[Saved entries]
----------------------------------------
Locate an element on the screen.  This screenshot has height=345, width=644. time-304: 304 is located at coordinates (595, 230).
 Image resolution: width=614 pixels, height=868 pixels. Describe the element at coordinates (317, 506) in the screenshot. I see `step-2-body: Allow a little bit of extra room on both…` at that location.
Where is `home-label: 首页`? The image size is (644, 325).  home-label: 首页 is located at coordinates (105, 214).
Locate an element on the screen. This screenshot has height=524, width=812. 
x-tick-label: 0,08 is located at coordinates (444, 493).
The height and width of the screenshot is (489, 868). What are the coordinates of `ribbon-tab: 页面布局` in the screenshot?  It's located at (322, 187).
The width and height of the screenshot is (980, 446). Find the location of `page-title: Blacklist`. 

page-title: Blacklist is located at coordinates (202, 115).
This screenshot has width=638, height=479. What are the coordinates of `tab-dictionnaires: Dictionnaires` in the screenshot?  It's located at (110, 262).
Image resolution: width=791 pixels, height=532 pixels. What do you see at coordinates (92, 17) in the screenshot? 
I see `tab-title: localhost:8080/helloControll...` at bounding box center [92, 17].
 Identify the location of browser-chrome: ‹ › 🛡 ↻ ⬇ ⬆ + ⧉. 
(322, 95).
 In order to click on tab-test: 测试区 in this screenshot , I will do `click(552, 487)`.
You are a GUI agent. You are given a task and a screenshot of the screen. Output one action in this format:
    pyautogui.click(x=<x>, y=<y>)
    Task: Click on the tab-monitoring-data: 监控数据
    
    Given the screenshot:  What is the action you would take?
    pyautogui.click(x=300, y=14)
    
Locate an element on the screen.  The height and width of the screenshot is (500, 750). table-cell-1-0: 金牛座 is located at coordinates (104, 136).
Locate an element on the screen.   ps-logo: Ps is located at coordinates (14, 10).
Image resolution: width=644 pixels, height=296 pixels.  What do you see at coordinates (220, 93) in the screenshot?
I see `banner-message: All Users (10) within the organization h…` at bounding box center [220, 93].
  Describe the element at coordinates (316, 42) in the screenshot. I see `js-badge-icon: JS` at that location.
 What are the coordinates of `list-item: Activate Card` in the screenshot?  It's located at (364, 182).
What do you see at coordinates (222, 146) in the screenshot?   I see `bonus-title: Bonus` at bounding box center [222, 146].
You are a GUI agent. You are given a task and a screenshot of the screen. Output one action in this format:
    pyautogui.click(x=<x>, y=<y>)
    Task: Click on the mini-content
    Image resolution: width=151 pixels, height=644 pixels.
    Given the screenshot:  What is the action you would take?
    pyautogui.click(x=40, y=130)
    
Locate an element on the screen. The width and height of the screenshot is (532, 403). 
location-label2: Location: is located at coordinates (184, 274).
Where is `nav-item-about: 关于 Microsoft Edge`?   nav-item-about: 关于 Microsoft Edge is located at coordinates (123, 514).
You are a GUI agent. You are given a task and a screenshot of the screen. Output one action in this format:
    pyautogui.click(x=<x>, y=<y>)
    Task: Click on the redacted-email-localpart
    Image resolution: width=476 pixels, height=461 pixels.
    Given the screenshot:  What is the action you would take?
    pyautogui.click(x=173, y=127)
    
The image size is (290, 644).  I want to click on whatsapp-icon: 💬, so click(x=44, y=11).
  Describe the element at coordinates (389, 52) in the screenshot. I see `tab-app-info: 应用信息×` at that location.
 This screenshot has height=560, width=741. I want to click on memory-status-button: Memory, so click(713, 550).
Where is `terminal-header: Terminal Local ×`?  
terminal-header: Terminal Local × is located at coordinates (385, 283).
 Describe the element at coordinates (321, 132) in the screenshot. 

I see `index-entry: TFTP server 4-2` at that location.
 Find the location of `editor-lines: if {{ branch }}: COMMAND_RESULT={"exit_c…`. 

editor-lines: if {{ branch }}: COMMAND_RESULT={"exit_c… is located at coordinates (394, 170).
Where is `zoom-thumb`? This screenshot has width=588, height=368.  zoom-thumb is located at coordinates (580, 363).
----------------------------------------
What you will do
Go line by line through the entries above and tally those that hold the word "item"; give the tally alone.

Task solution
2